If you are fond of gardening certified it Gardening forum just for you. Your family is probably tired of hearing minute details of the earth worm and its resourcefulness, not to mention heard about the detailed structure of the foxglove and its place in the whole range of gardening life.

With gardening forum will offer you the opportunity to talk with like-minded people who do not mind talking for hours about the vagaries of gardening, and who, in fact, actively seek soul mates, like you, for the same reasons you did.

And now you ask, how can I find a gardening forum, and how can I find what is right for me? This is a completely valid question, and you have nothing to be ashamed to ask him. In the end, you're a gardener at heart, not the computer wizard.

We start with the basics and move on from there. You can ask a friend or colleague, or even a family member, but as I see it reading this article will have less time, and perhaps less of a hassle free, as it will not be ragging you on the computer non-know-how. We can not all be computer savvy.

From right about now you're probably feeling a desire to branch out 'of their choice and find their own set of gardening fanatics, all you have to do is type in the words "Gardening Forum" in your favorite search engine and click the search button. And, voila, you have access to your first gardening forum.

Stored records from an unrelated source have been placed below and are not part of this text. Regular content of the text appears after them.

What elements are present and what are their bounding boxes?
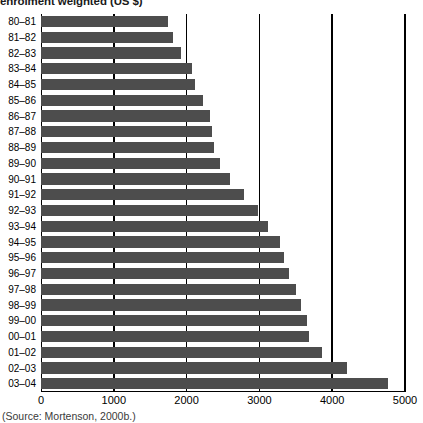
bar-96–97 xyxy=(41,268,289,279)
bar-00–01 xyxy=(41,331,309,342)
bar-82–83 xyxy=(41,47,181,58)
bar-row xyxy=(41,298,405,314)
bar-01–02 xyxy=(41,347,322,358)
bar-84–85 xyxy=(41,79,195,90)
bar-89–90 xyxy=(41,158,220,169)
y-tick-94–95: 94–95 xyxy=(8,235,36,251)
bar-90–91 xyxy=(41,173,230,184)
y-tick-81–82: 81–82 xyxy=(8,30,36,46)
y-tick-96–97: 96–97 xyxy=(8,266,36,282)
plot-area xyxy=(41,14,405,392)
bar-94–95 xyxy=(41,236,280,247)
bar-row xyxy=(41,345,405,361)
bar-88–89 xyxy=(41,142,214,153)
y-tick-89–90: 89–90 xyxy=(8,156,36,172)
x-axis-tick-labels: 010002000300040005000 xyxy=(0,394,423,410)
y-tick-88–89: 88–89 xyxy=(8,140,36,156)
y-tick-91–92: 91–92 xyxy=(8,187,36,203)
bar-row xyxy=(41,14,405,30)
bar-row xyxy=(41,376,405,392)
y-axis-tick-labels: 80–8181–8282–8383–8484–8585–8686–8787–88… xyxy=(0,14,39,392)
bar-row xyxy=(41,250,405,266)
bar-99–00 xyxy=(41,315,307,326)
bar-row xyxy=(41,203,405,219)
y-tick-03–04: 03–04 xyxy=(8,376,36,392)
y-tick-80–81: 80–81 xyxy=(8,14,36,30)
bar-row xyxy=(41,109,405,125)
bar-83–84 xyxy=(41,63,192,74)
bar-03–04 xyxy=(41,378,388,389)
y-tick-95–96: 95–96 xyxy=(8,250,36,266)
y-tick-97–98: 97–98 xyxy=(8,282,36,298)
y-tick-98–99: 98–99 xyxy=(8,298,36,314)
y-tick-90–91: 90–91 xyxy=(8,172,36,188)
bar-row xyxy=(41,93,405,109)
y-tick-87–88: 87–88 xyxy=(8,124,36,140)
bar-row xyxy=(41,266,405,282)
x-tick-4000: 4000 xyxy=(320,394,344,406)
chart-title: enrolment weighted (US $) xyxy=(0,0,143,7)
bar-series xyxy=(41,14,405,392)
y-tick-82–83: 82–83 xyxy=(8,46,36,62)
bar-95–96 xyxy=(41,252,284,263)
y-tick-00–01: 00–01 xyxy=(8,329,36,345)
bar-97–98 xyxy=(41,284,296,295)
bar-85–86 xyxy=(41,95,203,106)
bar-row xyxy=(41,77,405,93)
bar-98–99 xyxy=(41,299,301,310)
bar-row xyxy=(41,124,405,140)
bar-chart: enrolment weighted (US $) 80–8181–8282–8… xyxy=(0,0,423,423)
y-tick-93–94: 93–94 xyxy=(8,219,36,235)
x-tick-3000: 3000 xyxy=(247,394,271,406)
bar-86–87 xyxy=(41,110,210,121)
y-tick-99–00: 99–00 xyxy=(8,313,36,329)
y-tick-92–93: 92–93 xyxy=(8,203,36,219)
source-caption: (Source: Mortenson, 2000b.) xyxy=(2,410,136,422)
bar-row xyxy=(41,46,405,62)
bar-row xyxy=(41,313,405,329)
bar-81–82 xyxy=(41,32,173,43)
y-tick-02–03: 02–03 xyxy=(8,361,36,377)
y-tick-84–85: 84–85 xyxy=(8,77,36,93)
y-tick-85–86: 85–86 xyxy=(8,93,36,109)
x-tick-2000: 2000 xyxy=(174,394,198,406)
y-tick-83–84: 83–84 xyxy=(8,61,36,77)
bar-row xyxy=(41,172,405,188)
bar-row xyxy=(41,361,405,377)
x-tick-1000: 1000 xyxy=(102,394,126,406)
bar-80–81 xyxy=(41,16,168,27)
y-tick-86–87: 86–87 xyxy=(8,109,36,125)
bar-02–03 xyxy=(41,362,347,373)
x-tick-5000: 5000 xyxy=(393,394,417,406)
bar-row xyxy=(41,235,405,251)
bar-92–93 xyxy=(41,205,258,216)
bar-91–92 xyxy=(41,189,244,200)
bar-row xyxy=(41,30,405,46)
bar-row xyxy=(41,219,405,235)
y-tick-01–02: 01–02 xyxy=(8,345,36,361)
bar-row xyxy=(41,329,405,345)
bar-row xyxy=(41,187,405,203)
bar-87–88 xyxy=(41,126,212,137)
bar-row xyxy=(41,140,405,156)
bar-row xyxy=(41,282,405,298)
bar-row xyxy=(41,61,405,77)
x-tick-0: 0 xyxy=(38,394,44,406)
bar-93–94 xyxy=(41,221,268,232)
bar-row xyxy=(41,156,405,172)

To participate in the forum of any kind, you usually have to join and register as a member. Normally this should not entail much more than the provision of e-mail address, password and user name. Certain personal data may also be asked to be supplied. There really will not need to charge you for membership, and if they ask for a fee, I think that you look around for another gardening forum to join. Most of them are free, and does not require you to lay out any cash.

If you are satisfied with the gardening forum that you see and you have filled in all the relevant details, take a moment to read the terms of service agreement and privacy policy, which inevitably will be there. This is to protect both you and the people, gardening forums. In this day and age can not be too careful.

Now that you've finally found a kindred soul, You have seen for most of my life, I say go ahead and contact us in the end, it's not every day that you get the opportunity to talk about gardening all day long. Or at least it was not every day, but now, when you find that perfect gardening forum, who can tell? You can find more on the computer now than in your garden!